SYMP 9-2 - Levels of ecological hierarchy clarify the determinism / stochasticity debate on tropical forest succession

Wednesday, August 14, 2019: 2:00 PM
Ballroom D, Kentucky International Convention Center
Sergio Estrada-Villegas1,2, Mario Bailón1, Jefferson Hall1, Stefan A. Schnitzer1,2, Benjamin L. Turner1, T. Trevor Caughlin3 and Michiel van Breugel4,5, (1)Smithsonian Tropical Research Institute, Balboa, Panama, (2)Department of Biological Sciences, Marquette University, Milwaukee, WI, (3)Department of Biological Sciences, Boise State University, Boise, ID, (4)Center for Tropical Forest Sciences, Smithsonian Tropical Research Institute, Balboa, Panama, (5)Yale-NUS College, Singapore, Singapore
Background/Question/Methods: A central debate in the study of ecological succession is the relative importance of determinism versus stochasticity as forest regenerate after severe anthropogenic disturbances. This debate, however, can be simplified by examining determinism and stochasticity across the levels of ecological hierarchy. Specifically, the relative importance of determinism and stochasticity may change predictably along a gradient of ecological hierarchy, with processes at higher hierarchical levels appearing to be more determinate and processes at lower hierarchical levels appearing to be more stochastic. At the ecosystem level, the mechanisms that control the increase in forest biomass as forests change over time may be determinate. By contrast, the change over time in species composition, a community property, may appear to be more stochastic. We surveyed 22 plots in a series of different-aged tropical dry forests in Panama for seven years to study how biomass and community composition of trees and lianas changed early in succession.

Results/Conclusions: We found that forest biomass increased predictably with forest age, indicating that deterministic factors control biomass accumulation in this tropical forest. At a lower hierarchical level of ecological organization, we found a much stronger role for stochasticity. However, the relative contributions of determinism versus stochasticity were not the same for trees and lianas: tree biomass showed a predictable increasing trajectory whereas liana biomass did not. Both tree and liana species composition showed no directionality, possibly due to the young age of the plots. To determine whether local variables increased predictability, we tested whether edaphic factors and initial conditions (soil nutrients, topography, forest cover at the time of abandonment, and basal area in the first census) affected the successional trajectories of trees and lianas. We found that edaphic factors made liana composition more predictable because a portion of the community seems associated with slopes and ridges. Initial conditions made the increase of tree biomass even more predictable because plots with lower initial basal area seem to experience less competition, allowing trees for accumulate biomass faster. Recognizing different levels of ecological organization may resolve why some features of early successional forests seem deterministic and others stochastic.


* _Exercise details_
Output word for word the lines from the one with "At what (x,y)" to the final line of the data, both ends included, but skip the pictures.

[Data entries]
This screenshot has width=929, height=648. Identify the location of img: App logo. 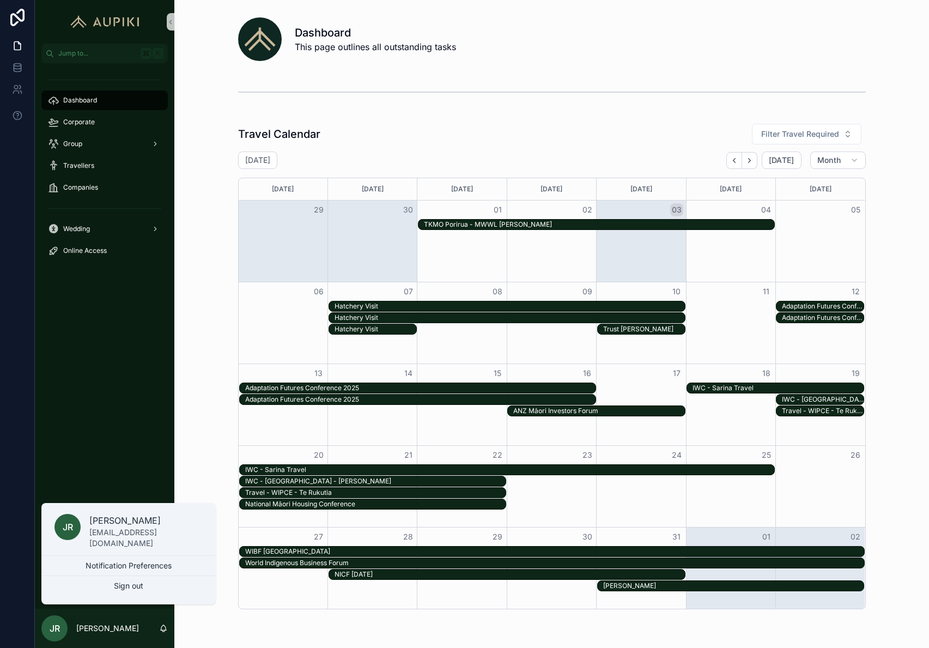
(105, 22).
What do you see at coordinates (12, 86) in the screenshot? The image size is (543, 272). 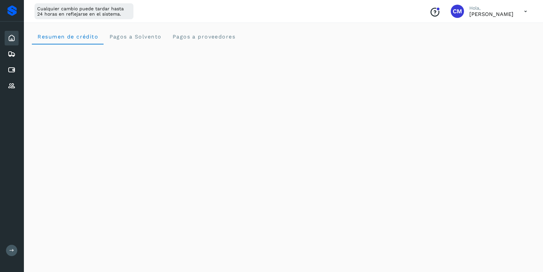 I see `div: Proveedores` at bounding box center [12, 86].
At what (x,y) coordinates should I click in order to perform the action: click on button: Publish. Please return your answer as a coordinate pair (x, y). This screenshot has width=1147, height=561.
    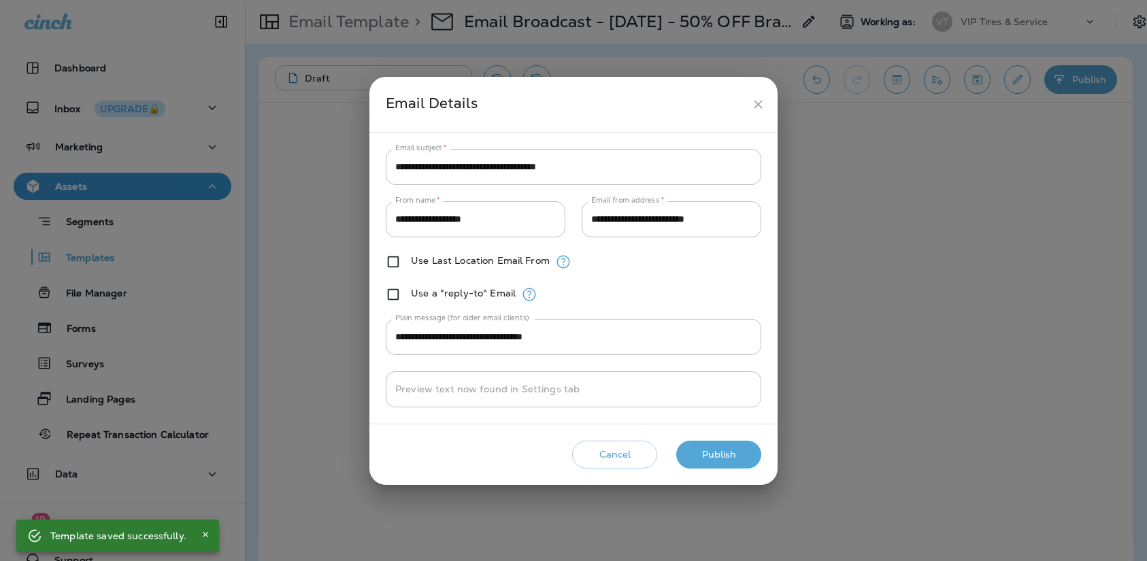
    Looking at the image, I should click on (719, 455).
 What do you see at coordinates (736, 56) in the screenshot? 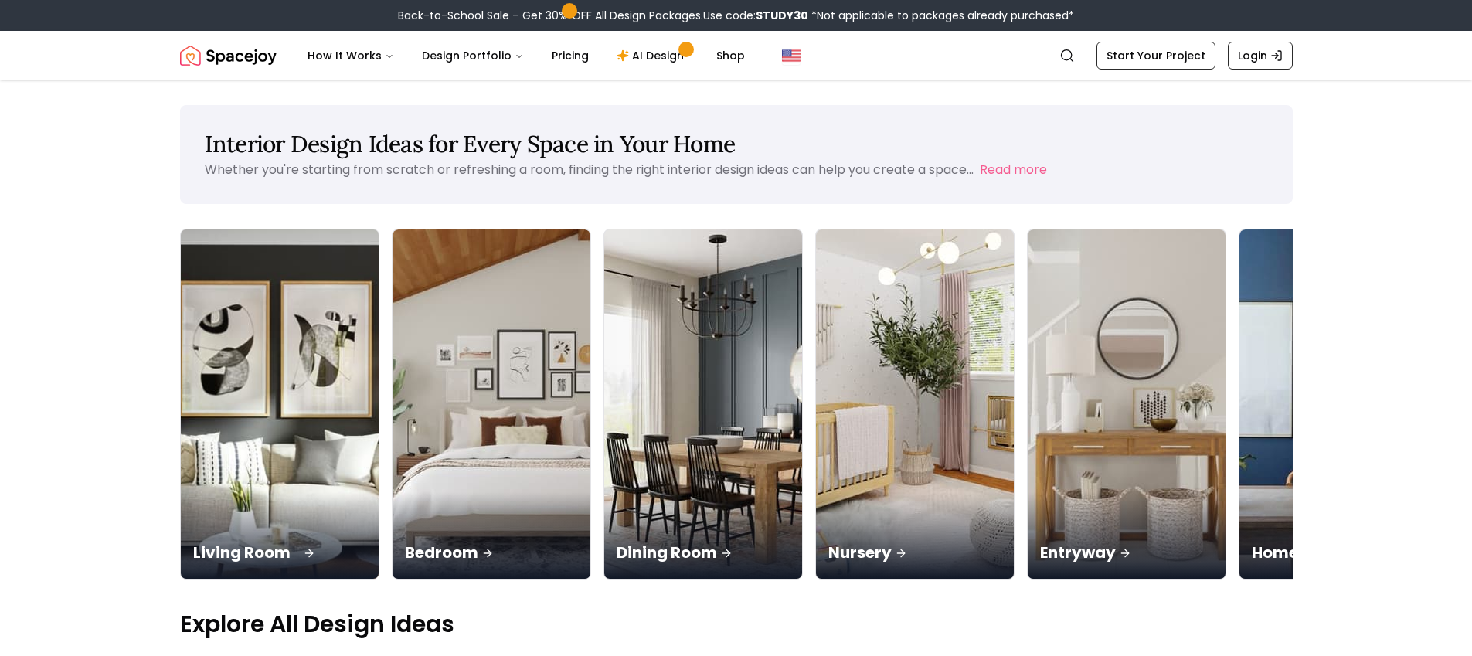
I see `nav: Global` at bounding box center [736, 56].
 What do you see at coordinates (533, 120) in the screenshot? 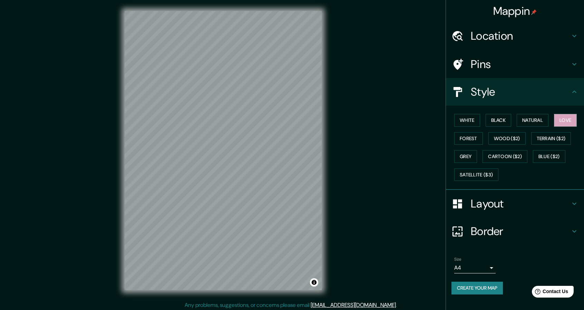
I see `button: Natural` at bounding box center [533, 120].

* _Answer to this exercise_
At what (x,y) coordinates should I click in order to perform the action: click on button: Publish. Please return your answer as a coordinate pair (x, y). This screenshot has width=1147, height=561.
    Looking at the image, I should click on (719, 455).
 What do you see at coordinates (736, 56) in the screenshot? 
I see `nav: Global` at bounding box center [736, 56].
 What do you see at coordinates (533, 120) in the screenshot? 
I see `button: Natural` at bounding box center [533, 120].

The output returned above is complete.